Conrad A. Elvehjem
University of Wisconsin
For the isolation of niacin, the anti-pellagra vitamin, and for other distinguished contributions to nutrition research.
Conrad Elvehjem, the son of Norwegian emigrants to Wisconsin, has continued his residence and education in that state as he progressed through the secondary schools and the University of Wisconsin, where he received his doctorate in philosophy in 1927. As a member of the University faculty since 1925, he became a full professor in 1936, chairman of the biochemistry department in 1944 and dean of the graduate school in 1946, at 45 years of age. A National Research Council fellowship permitted a year at Cambridge University in England.
Measures of the esteem in which he is held include election to the National Academy of Sciences, the American Philosophical Society, the Willard Gibbs Medal, the Osborne-Mendel Award, the Nicholas Appert Medal, the Meade Johnson Award, and an honorary doctor of science degree from Ripon College, and in 1952, he is vice president of the American Institute of Nutrition.
Dr. Elvehjem is honored by a Lasker Award for his basic research in demonstrating the requirement for copper, zinc and manganese as animal nutrients; for isolation of the antipellagra vitamin; for proof that the amino acid tryptophan is partly interchangeable with niacin as an essential nutrient; and for proof that several amino acids and vitamins in the B-complex are interdependent. He is a critical, inspiring teacher, a loyal friend and a contributor to the common good to whom the whole world is indebted.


--- Problem ---
Give back each line of the listing precisely as written.

######

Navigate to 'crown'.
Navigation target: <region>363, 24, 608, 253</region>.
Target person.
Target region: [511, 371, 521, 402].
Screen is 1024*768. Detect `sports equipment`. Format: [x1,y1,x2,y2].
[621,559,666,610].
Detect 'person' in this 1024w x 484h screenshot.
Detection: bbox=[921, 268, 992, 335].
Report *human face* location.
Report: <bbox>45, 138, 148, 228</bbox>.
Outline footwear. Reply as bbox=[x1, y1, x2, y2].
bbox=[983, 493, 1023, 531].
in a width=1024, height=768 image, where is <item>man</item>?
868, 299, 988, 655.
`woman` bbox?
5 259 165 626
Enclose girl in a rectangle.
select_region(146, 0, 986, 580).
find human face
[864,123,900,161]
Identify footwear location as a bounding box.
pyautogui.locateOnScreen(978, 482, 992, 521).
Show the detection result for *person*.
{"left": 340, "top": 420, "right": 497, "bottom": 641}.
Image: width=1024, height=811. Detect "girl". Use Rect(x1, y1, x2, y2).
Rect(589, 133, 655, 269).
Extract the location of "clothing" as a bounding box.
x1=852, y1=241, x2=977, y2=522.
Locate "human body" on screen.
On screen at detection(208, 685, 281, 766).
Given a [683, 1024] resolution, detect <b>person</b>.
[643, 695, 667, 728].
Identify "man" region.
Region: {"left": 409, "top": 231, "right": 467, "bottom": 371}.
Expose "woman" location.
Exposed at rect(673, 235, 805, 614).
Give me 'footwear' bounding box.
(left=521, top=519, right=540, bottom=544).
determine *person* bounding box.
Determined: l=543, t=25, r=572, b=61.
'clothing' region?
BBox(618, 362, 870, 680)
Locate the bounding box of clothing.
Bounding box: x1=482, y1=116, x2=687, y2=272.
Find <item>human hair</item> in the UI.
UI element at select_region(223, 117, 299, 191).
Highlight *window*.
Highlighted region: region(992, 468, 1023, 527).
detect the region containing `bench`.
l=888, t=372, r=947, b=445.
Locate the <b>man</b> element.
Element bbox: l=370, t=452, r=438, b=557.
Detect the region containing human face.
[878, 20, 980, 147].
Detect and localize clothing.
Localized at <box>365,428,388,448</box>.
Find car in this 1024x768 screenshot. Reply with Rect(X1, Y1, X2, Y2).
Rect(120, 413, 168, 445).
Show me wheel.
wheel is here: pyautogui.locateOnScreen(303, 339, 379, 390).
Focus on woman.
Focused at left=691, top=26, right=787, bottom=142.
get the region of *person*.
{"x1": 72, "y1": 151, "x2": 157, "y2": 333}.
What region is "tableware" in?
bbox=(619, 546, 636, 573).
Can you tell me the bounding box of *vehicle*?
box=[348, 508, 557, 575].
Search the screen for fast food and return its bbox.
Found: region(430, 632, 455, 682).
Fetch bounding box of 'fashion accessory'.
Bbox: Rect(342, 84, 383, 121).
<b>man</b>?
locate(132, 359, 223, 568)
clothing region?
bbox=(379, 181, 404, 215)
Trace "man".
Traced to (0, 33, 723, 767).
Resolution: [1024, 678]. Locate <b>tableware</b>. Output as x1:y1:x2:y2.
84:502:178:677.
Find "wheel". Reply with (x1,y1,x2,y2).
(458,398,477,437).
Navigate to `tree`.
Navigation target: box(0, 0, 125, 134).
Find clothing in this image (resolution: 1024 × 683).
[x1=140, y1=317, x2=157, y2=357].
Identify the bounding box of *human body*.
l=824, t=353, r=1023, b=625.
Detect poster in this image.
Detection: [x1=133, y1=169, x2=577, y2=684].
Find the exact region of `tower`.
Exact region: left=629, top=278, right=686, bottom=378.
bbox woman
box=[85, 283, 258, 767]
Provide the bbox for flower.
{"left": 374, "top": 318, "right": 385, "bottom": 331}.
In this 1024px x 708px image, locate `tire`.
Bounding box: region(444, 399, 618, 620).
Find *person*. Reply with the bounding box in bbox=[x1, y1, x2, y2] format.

######

--- Task solution ---
Navigate to 'crown'.
Navigation target: <region>363, 24, 608, 253</region>.
Target person.
Target region: [511, 371, 521, 402].
Screen is 1024*768. Detect `sports equipment`. Format: [x1,y1,x2,y2].
[621,559,666,610].
Detect 'person' in this 1024w x 484h screenshot.
Detection: bbox=[921, 268, 992, 335].
Report *human face* location.
Report: <bbox>45, 138, 148, 228</bbox>.
Outline footwear. Reply as bbox=[x1, y1, x2, y2].
bbox=[983, 493, 1023, 531].
in a width=1024, height=768 image, where is <item>man</item>?
868, 299, 988, 655.
`woman` bbox?
5 259 165 626
Enclose girl in a rectangle.
select_region(146, 0, 986, 580).
find human face
[864,123,900,161]
Identify footwear location as a bounding box.
pyautogui.locateOnScreen(978, 482, 992, 521).
Show the detection result for *person*.
{"left": 340, "top": 420, "right": 497, "bottom": 641}.
Image: width=1024, height=811. Detect "girl". Use Rect(x1, y1, x2, y2).
Rect(589, 133, 655, 269).
Extract the location of "clothing" as a bounding box.
x1=852, y1=241, x2=977, y2=522.
Locate "human body" on screen.
On screen at detection(208, 685, 281, 766).
Given a [683, 1024] resolution, detect <b>person</b>.
[643, 695, 667, 728].
Identify "man" region.
Region: {"left": 409, "top": 231, "right": 467, "bottom": 371}.
Expose "woman" location.
Exposed at rect(673, 235, 805, 614).
Give me 'footwear' bounding box.
(left=521, top=519, right=540, bottom=544).
determine *person* bounding box.
Determined: l=543, t=25, r=572, b=61.
'clothing' region?
BBox(618, 362, 870, 680)
Locate the bounding box of clothing.
Bounding box: x1=482, y1=116, x2=687, y2=272.
Find <item>human hair</item> in the UI.
UI element at select_region(223, 117, 299, 191).
Highlight *window*.
Highlighted region: region(992, 468, 1023, 527).
detect the region containing `bench`.
l=888, t=372, r=947, b=445.
Locate the <b>man</b> element.
Element bbox: l=370, t=452, r=438, b=557.
Detect the region containing human face.
[878, 20, 980, 147].
Detect and localize clothing.
Localized at <box>365,428,388,448</box>.
Find car in this 1024x768 screenshot. Reply with Rect(X1, Y1, X2, Y2).
Rect(120, 413, 168, 445).
Show me wheel.
wheel is here: pyautogui.locateOnScreen(303, 339, 379, 390).
Focus on woman.
Focused at left=691, top=26, right=787, bottom=142.
get the region of *person*.
{"x1": 72, "y1": 151, "x2": 157, "y2": 333}.
What region is "tableware" in?
bbox=(619, 546, 636, 573).
Can you tell me the bounding box of *vehicle*?
box=[348, 508, 557, 575].
Search the screen for fast food and return its bbox.
Found: region(430, 632, 455, 682).
Fetch bounding box of 'fashion accessory'.
Bbox: Rect(342, 84, 383, 121).
<b>man</b>?
locate(132, 359, 223, 568)
clothing region?
bbox=(379, 181, 404, 215)
Trace "man".
Traced to (0, 33, 723, 767).
Resolution: [1024, 678]. Locate <b>tableware</b>. Output as x1:y1:x2:y2.
84:502:178:677.
Find "wheel". Reply with (x1,y1,x2,y2).
(458,398,477,437).
Navigate to `tree`.
Navigation target: box(0, 0, 125, 134).
Find clothing in this image (resolution: 1024 × 683).
[x1=140, y1=317, x2=157, y2=357].
Identify the bounding box of *human body*.
l=824, t=353, r=1023, b=625.
Detect poster in this image.
Detection: [x1=133, y1=169, x2=577, y2=684].
Find the exact region of `tower`.
Exact region: left=629, top=278, right=686, bottom=378.
bbox woman
box=[85, 283, 258, 767]
Provide the bbox for flower.
{"left": 374, "top": 318, "right": 385, "bottom": 331}.
In this 1024px x 708px image, locate `tire`.
Bounding box: region(444, 399, 618, 620).
Find *person*. Reply with the bounding box in bbox=[x1, y1, x2, y2] format.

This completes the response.